Death Of A Kansas City Skatepark

Rampant gentrification is killing a great deal of what makes Kansas City unique but we're hoping that this bit of local ingenuity finds a way to survive the wrath of middle-class home buyers.

Check the struggle to keep Kansas City weird . . .

The DIY park was built on a vacant city-owned lot, and now the Housing Authority is preparing to put out a request for proposals to would-be developers of the land.

This Harrison Street DIY is a skatepark in Columbus Park built and funded by Kansas City’s skate community starting in 2014.

Ben Hlavacek, a founder of the park and a professional skate park builder, says that to have a park like Harrison Street built professionally would cost at least a half-million dollars. Skaters know it as one of only a few transition-style parks in the area that provide a flowy skate experience as you create a fun line or sequence of obstacles to skate. It’s not strictly skateboarding at the DIY; you’ll see folks on roller skates, scooters and in-line skates as well. The typical crowd covers a wide range in age and experience. The organizers at the park want it to be a welcoming space for all.

But the skatepark sits on six acres that the Columbus Park Neighborhood Association has waited twenty years to have developed. The neighborhood has big hopes for this land.
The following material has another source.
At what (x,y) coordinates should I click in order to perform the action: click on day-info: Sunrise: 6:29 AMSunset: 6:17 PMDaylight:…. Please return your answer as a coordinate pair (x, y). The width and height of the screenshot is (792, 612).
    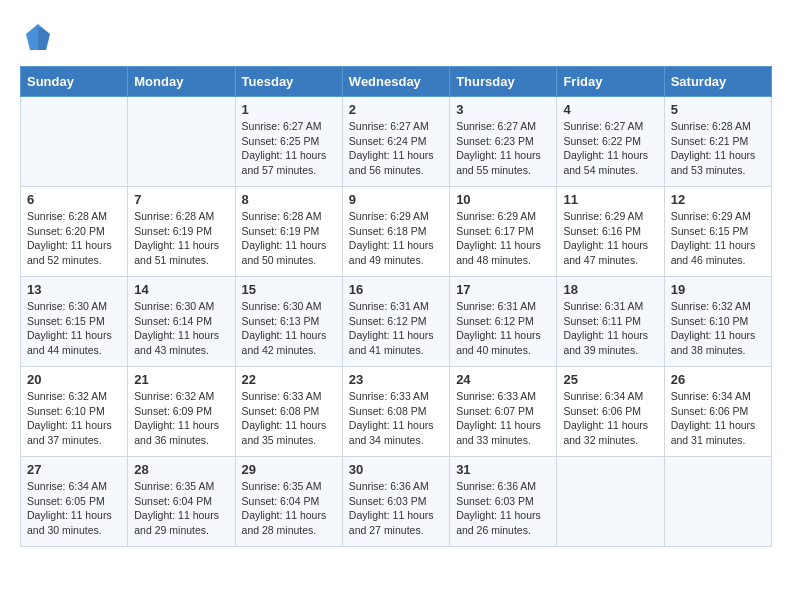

They want affordable single-family homes built on it and are working with the housing authority to court the right development plan.

Read more via www.TonysKansasCity.com link . . .

A landmark local DIY skate park faces the wrecking ball in fast-gentrifying Columbus Park

The Harrison Street DIY skate park was built on a vacant city-owned lot, and now the Housing Authority is preparing to put out a request for proposals to would-be developers of the land.